Now Criner has entered a time warp. After taking a few months to readjust, he's back working as a logger for Jeff Pitts, the same job he held when Deanna Ogg was raped and murdered in 1986 and Criner was fingered as the perp. Pitts gave trial testimony that helped put him away, but later told the Houston Press that Criner couldn't possibly have killed the victim. After repeatedly apologizing for his role, Pitts rehired him.
Some other things haven't changed, either. David Walker, who prosecuted Criner, still thinks he was involved in the crime, as does McDougal. "We may not be able to prove it, but that doesn't mean he didn't do it," Walker told the Chronicle.
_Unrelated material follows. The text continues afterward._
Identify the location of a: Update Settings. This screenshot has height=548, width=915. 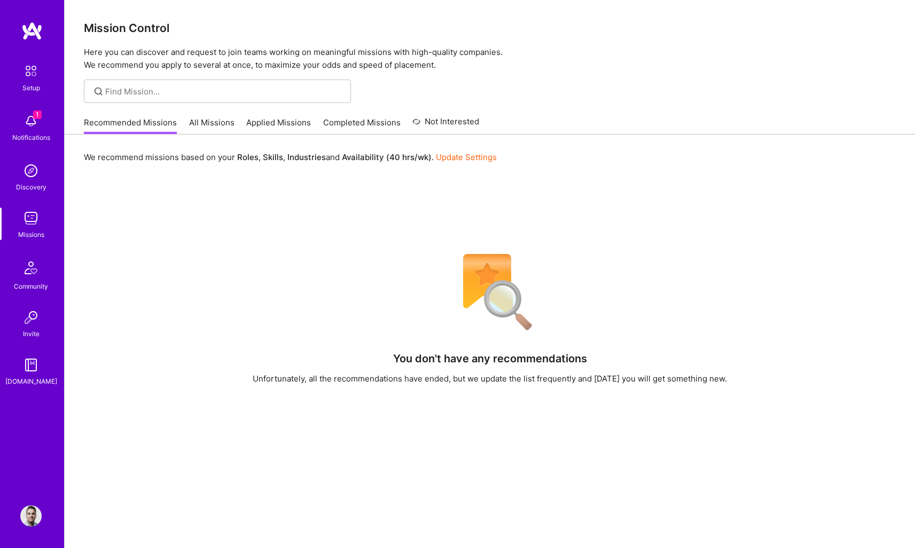
(466, 157).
Equally unapologetic has been Sharon Keller, the Texas Court of Criminal Appeals judge whose now-infamous opinion rejecting the DNA evidence drew international scorn. She rarely gives interviews after her oft-quoted chilling remarks on Frontline -- if the DNA test had come back positive, she said, it would have meant something, but the negative result proved nothing. Keller has stated that news accounts left out key information that justified her ruling.
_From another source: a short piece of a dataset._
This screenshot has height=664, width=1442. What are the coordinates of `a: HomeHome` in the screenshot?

At least Ogg's relatives, who at first didn't want to believe in Criner's innocence, now have accepted the evidence and communicated their regrets to his family. They hold out hope that the killer will be caught, but the list of likely suspects who haven't been DNA-tested has narrowed considerably. Montgomery County Constable Travis Bishop is still tracking down leads and sending DNA samples to the state crime lab, but cooperation has been limited. "It's a difficult deal," Bishop says. "Everybody in this neck of the woods is afraid of everybody, and nobody's talking."
Fallout from the Criner case continues to ripple through criminal justice circles. The state legislature is considering a couple of bills to allow inmates proclaiming their innocence to get DNA tests. Mike Charlton, Criner's appellate attorney who was instrumental in his release, recently testified at a legislative hearing on the matter. During that hearing, Charlton says, a Williamson County prosecutor expressed concern about the prospect of convictions being overturned by DNA evidence. "He said, "The finality of judgment is more important than innocence,' " Charlton recalls.
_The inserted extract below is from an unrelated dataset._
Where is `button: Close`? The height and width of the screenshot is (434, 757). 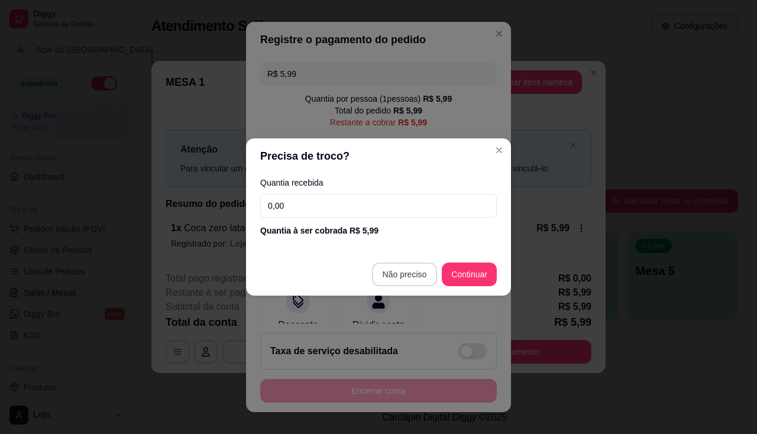
button: Close is located at coordinates (499, 150).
Charlton doesn't think that view will prevail. "We have a chance of quite a few things passing that will benefit people like Roy," he says. "What form they'll take, I don't know."
Changes may be afoot even in the hard-line Court of Criminal Appeals, at least when DNA evidence is involved. Despite getting panned by every major newspaper in Texas, Keller was elected the court's presiding judge in November.
But other judges on the court have expressed regret about the Criner decision, and even Keller voted to overturn the conviction of Carlos Lavernia this month. DNA evidence proved he didn't commit the rape for which he'd served 16 years in prison. Austin attorney Bill Allison, who represented Lavernia, believes the Criner saga played into the court's decision. "I'm not sure if it was the Criner case itself," Allison says, "or Judge Keller's interview on Frontline."